PATH -- Potomac-Appalachian Transmission Highline -- is a joint project of Allegheny Energy and American Electric Power to move electricity on 765,000-volt above-ground transmission lines from the coal-fired plant in Amos, W.Va., to an as-yet-unbuilt substation near New Market, Md., 275 miles and three states away. Once there, the electricity can feed into transmission lines that serve the East Coast. PATH has filed applications with regulators in West Virginia, Virginia and Maryland for permission to get the project started by mid-2010 and in operation by June 2014.
The trouble started in early September when Maryland regulators threw out the application there on grounds that the applicant is not a electric company as defined by Maryland law. The Maryland regulators gave Potomac Edison, PATH’s Maryland partner, 30 days to file an acceptable application or to give the commission a time line for refiling.
As of Nov. 3, PATH has not done so. PATH spokesman Mark Nitowski said only, “We continue to weigh our options and remain committed to the PATH project, including the Maryland facilities.”
That lack of response, said the Virginia State Corporation Commission staff on Oct. 19, leaves them evaluating a project that ends at the banks of the Potomac River in Loudoun County.

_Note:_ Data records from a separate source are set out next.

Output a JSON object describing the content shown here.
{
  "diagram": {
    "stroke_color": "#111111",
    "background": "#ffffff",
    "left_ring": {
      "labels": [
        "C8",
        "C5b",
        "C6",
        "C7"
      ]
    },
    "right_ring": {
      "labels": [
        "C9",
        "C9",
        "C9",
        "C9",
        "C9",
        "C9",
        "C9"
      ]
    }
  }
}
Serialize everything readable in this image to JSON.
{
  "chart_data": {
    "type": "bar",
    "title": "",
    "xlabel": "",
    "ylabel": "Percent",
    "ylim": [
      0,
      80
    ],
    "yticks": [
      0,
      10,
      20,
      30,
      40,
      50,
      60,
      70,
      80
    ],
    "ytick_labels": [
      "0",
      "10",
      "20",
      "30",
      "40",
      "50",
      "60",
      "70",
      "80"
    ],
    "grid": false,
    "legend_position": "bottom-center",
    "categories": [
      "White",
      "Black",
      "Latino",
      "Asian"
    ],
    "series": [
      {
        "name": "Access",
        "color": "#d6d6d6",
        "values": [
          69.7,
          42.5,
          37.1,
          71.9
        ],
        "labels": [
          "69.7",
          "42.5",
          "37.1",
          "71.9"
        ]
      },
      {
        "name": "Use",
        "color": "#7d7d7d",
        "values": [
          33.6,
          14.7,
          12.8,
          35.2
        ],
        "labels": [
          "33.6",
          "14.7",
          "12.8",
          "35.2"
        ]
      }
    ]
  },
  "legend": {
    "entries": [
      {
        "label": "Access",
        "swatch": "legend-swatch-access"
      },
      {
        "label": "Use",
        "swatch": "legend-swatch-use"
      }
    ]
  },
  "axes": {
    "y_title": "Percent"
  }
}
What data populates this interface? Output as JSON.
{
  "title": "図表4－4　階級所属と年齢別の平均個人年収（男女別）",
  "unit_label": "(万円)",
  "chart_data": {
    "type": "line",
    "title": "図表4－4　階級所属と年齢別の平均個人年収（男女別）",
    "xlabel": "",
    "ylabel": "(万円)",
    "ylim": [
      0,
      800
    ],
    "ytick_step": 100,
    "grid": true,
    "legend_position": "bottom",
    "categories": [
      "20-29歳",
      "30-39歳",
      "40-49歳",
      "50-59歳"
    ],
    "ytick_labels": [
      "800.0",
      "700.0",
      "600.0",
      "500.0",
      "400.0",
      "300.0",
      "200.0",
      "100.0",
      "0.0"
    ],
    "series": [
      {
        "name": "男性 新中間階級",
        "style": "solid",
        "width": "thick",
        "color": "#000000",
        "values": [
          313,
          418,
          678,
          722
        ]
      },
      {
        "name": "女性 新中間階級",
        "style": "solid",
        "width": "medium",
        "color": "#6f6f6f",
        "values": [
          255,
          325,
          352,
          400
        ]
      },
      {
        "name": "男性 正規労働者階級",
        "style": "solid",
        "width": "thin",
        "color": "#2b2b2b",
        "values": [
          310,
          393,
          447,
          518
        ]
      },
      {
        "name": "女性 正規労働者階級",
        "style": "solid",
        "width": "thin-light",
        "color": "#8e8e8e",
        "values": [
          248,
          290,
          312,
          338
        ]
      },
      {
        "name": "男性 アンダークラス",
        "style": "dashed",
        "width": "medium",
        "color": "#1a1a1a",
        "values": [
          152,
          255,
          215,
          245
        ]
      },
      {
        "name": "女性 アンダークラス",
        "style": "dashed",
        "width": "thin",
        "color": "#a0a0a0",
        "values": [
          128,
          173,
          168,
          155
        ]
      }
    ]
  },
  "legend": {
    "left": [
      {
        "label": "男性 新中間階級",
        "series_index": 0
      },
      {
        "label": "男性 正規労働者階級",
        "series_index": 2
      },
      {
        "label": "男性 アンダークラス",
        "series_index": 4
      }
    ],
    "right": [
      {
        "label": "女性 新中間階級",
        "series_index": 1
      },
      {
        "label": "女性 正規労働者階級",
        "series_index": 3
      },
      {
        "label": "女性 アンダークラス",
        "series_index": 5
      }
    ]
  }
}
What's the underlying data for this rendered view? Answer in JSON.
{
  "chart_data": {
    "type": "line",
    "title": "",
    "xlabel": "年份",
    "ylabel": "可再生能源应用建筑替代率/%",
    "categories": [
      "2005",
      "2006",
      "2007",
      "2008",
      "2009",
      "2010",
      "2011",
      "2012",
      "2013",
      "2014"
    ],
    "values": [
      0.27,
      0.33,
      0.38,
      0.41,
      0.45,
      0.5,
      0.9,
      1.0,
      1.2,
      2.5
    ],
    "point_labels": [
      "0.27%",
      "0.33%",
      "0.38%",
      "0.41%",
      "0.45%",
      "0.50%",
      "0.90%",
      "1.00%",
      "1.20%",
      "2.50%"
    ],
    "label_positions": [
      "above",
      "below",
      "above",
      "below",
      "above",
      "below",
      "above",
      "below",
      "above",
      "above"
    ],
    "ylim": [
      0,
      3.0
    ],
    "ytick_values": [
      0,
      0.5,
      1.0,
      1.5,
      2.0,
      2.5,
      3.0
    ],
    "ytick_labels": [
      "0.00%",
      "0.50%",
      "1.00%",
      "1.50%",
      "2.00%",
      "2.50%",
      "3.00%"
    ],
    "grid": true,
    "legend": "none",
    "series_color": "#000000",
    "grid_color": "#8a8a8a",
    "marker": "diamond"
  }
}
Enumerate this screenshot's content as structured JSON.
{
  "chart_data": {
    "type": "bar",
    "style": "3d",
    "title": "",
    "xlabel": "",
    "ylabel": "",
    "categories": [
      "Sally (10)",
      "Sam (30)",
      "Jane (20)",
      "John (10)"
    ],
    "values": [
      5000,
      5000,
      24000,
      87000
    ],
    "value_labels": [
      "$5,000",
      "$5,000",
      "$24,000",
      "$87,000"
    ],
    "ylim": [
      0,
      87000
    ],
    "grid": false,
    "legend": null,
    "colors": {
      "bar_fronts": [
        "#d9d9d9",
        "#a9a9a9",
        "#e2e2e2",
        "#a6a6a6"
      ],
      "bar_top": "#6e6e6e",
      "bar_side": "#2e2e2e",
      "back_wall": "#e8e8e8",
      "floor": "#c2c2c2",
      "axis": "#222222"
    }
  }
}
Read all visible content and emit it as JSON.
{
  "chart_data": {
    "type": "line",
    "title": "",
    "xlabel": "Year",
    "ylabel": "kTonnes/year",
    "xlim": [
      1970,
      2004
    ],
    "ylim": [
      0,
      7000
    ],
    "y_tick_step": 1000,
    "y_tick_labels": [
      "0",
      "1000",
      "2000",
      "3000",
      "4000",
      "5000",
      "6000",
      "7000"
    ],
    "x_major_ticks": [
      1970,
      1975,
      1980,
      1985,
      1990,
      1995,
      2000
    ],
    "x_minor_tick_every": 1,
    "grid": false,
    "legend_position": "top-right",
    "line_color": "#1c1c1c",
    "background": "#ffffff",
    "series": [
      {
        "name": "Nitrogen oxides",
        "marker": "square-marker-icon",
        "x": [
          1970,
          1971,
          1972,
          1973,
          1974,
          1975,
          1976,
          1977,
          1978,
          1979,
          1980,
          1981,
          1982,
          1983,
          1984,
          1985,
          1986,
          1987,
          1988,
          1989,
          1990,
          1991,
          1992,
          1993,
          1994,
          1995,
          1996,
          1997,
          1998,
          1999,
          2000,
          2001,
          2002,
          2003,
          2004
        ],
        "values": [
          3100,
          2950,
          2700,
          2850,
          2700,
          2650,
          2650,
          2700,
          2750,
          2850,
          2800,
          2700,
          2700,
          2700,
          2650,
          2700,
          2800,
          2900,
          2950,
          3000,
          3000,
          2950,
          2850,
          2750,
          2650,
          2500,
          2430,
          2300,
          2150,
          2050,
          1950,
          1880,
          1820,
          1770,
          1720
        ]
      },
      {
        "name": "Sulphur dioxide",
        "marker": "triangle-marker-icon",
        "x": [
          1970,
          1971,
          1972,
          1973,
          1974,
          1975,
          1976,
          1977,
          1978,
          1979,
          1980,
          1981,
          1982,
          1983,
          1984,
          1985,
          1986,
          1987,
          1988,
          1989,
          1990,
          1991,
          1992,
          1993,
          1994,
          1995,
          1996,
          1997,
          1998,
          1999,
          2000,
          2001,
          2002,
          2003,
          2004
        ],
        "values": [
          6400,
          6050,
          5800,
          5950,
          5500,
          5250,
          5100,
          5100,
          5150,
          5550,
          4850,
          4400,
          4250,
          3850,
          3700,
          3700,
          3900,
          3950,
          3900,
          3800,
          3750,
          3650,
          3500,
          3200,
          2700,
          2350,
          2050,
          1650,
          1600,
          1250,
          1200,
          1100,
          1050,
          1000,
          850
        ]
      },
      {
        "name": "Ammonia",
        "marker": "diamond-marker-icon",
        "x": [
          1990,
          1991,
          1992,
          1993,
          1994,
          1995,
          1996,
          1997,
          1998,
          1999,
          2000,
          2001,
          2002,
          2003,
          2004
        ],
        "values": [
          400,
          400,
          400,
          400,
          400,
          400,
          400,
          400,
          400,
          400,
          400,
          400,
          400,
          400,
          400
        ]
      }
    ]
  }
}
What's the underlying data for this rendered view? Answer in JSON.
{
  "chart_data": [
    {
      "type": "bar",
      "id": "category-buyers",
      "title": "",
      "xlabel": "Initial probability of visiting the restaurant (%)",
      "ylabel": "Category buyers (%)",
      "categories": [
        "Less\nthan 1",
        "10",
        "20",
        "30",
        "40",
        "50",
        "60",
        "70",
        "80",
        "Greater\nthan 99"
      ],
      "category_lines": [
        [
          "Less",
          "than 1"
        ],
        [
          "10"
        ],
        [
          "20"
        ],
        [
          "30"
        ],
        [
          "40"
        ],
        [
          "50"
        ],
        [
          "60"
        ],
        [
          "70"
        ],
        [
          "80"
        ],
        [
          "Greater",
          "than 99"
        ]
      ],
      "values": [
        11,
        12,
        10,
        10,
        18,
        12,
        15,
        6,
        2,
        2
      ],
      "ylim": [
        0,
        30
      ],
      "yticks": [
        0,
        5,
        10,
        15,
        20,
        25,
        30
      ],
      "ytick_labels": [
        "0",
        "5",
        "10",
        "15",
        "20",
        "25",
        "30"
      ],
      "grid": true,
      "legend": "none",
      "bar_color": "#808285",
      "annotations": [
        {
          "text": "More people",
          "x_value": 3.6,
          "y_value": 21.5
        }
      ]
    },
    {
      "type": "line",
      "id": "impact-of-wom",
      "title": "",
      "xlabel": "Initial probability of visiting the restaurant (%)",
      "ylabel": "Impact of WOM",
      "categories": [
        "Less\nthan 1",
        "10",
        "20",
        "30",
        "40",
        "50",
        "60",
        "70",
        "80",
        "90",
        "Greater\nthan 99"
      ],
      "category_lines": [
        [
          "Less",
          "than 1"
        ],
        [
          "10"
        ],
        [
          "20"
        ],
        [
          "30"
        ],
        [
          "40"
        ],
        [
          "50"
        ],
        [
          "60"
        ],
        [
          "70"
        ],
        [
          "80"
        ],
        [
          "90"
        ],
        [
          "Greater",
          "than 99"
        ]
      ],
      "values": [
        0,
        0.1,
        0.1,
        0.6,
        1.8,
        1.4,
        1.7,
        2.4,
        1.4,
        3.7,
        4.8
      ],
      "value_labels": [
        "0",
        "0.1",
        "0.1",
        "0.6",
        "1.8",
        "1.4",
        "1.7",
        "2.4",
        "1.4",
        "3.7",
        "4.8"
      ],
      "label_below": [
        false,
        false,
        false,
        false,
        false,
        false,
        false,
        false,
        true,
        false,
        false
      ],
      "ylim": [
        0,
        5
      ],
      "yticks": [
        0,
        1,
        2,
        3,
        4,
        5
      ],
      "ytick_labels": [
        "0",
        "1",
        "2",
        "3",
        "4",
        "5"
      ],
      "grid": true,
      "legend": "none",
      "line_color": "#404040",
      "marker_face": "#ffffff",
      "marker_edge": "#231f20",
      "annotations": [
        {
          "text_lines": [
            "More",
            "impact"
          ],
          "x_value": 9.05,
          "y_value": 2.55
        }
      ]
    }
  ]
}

The staff asked commissioners to dismiss the application.
Not so, replied PATH on Oct. 26. The fact that another application has not been filed in Maryland, the response continues, “does not change the fact that the terminus of the PATH Project remains at the Kemptown Substation [near New Market, Md.].”
Then on Oct. 28, in what opponent John Flannery called “the Maryland domino effect,” staff members at the West Virginia Public Service Commission asked their commissioners to dismiss the application because the lack of an application in Maryland leaves it fatally flawed: “This Commission should not be required to review an incomplete project.”
They asked the application be dismissed, or that PATH file for a “tolling” – a delay that stops the regulatory clock until the new data on power supply and demand are released in January.
PATH has hinted it might seek to bypass the states. The federal Energy Policy Act of 2005 allows a project in an area deemed a National Interest Electric Transmission Corridor” – nearly the entire northeast is so designated -- to apply directly to the Federal Energy Regulatory Commission if a state does not act on an application within one year. In March, the 4th Circuit Court of Appeals ruled that applies only to a missed deadline, but does not mean the applicant can go to the federal agency if the state denies its application.
The Edison Electric Institute, the association of American shareholder-owned electric companies, has asked the Supreme Court to review that ruling. No decision from the Supreme Court, on whether it will hear the case, is expected until next summer.
No To PATH members voted unanimously last week to turn down a proposed meeting. They had sought the meeting but objected to the way PATH structured it. The meeting, said No To PATH spokesman Malcolm Baldwin, of Lovettsville, would rule out “all discussion about what really concerns this community – that we don’t need it, and that its $1.85 billion cost to ratepayers would vastly exceed its benefits, that the line offers no real reliability improvement, and would cause devastating impacts along the entire line, not only in our own community.”